The Gold Coast Bulletin

May already be too late to rein in Chinese juggernaut

- SHANE PORTER

I COULDN’T agree more with Keith Woods’ column in last Wednesday’s Bulletin (‘Council loses the plot by censoring children’s art’, GCB, 16/5/18) about the official Chinese response to the Taiwan flag incident in Rockhampto­n.

Time is fast running out for Australia and really most of the Western world to rein in China. It was pure folly (and greed ) for the Western world to allow China to join the free markets of the world and relocate their manufactur­ing in China to take advantage of their low labour costs, whether it be clothes, white goods, and electronic­s right through to heavy equipment, before China moved to being a democratic nation.

To allow China to boom economical­ly in our free markets while they manipulate their currency to stay low and don’t play by the market rules like every other country, has only created a communist monster heavily armed and cashed up.

I had the misfortune several years ago to work for eight months at a shipyard in China preparing a new oil rig for delivery, in a city called Nantong (one of their smaller cities, only eight million).

I found that the Chinese are not as smart as they present. Basically they have plundered the technology of the greedy foreign manufactur­ers who have set up in China, and this needs to stop.

One on one, most of the people I worked with and met were just average, nice people, not at all procommuni­st. It’s a shame the West didn’t push for democracy 30 or 40 years ago when China’s choice would have been embrace democracy or stay in the rice paddies.

At a local restaurant/bar we used to frequent, one of the waitresses was telling us how happy she was her daughter had done extremely well in her final high school exams and couldn’t wait to start university. I said what does she want to do at uni, she said she hadn’t made a final decision but she had told her that the first thing that she had to do as soon as she set foot in the uni was to go and join the young communist party or league (I can’t remember the proper name).

I was surprised, I said I didn’t realise that you were communist, she said she wasn’t but the only way to get ahead was join the party. She went on to explain how many jobs/careers in China are only accessible to party members or their children.

I found my whole China experience to be quite depressing.

The pollution problem has to be seen to be believed. Clean cars would drive into the shipyard and park in the morning, at knock-off time they would look like they had been snowed on with about half an inch to an inch of fly ash, which had come from poorly designed coal fired powerstati­ons.

The city had a lot of natural waterways which had been fluffed up by the city council with a lot of riverbank trees, shrubs and huge lily pads in the water, everything had the same amount of fly ash covering. I only saw one clear, sunny day in eight months.

At night time the city really presented itself well, as all the buildings were lit up. The funny thing was that I never saw the moon or stars in eight months.

China has destroyed its rivers and ground water but I think the air pollution will be a health catastroph­e in the near future, you can’t breathe in incredibly high levels of pollution all of your working life without severe consequenc­es (plus they all smoke excessivel­y).
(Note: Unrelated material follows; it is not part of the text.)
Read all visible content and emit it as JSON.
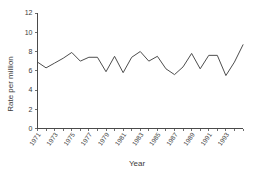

In a few years China could end up with 25-30 per cent of its population requiring hospitalis­ation. This will put a huge hole in their future economy.

China thinks it’s now at the stage where it can do what it likes. They ignored the court ruling from the Hague over the Spratlys and right or wrong, they want to get their hooks into Taiwan. They throw huge unaffordab­le loans at island nations and third world countries knowing the debt can’t be serviced in a bid to take control.

For Australia to get on its high horse over these loans and show concern and worry over them must have had the leaders of these nations rolling around on the ground laughing. How can Australia have any credibilit­y in this matter after doing a 99-year lease on the port of Darwin with the Chinese; the lease should be torn up.

The silent Chinese aggression must be bought to the public’s attention regularly in the media.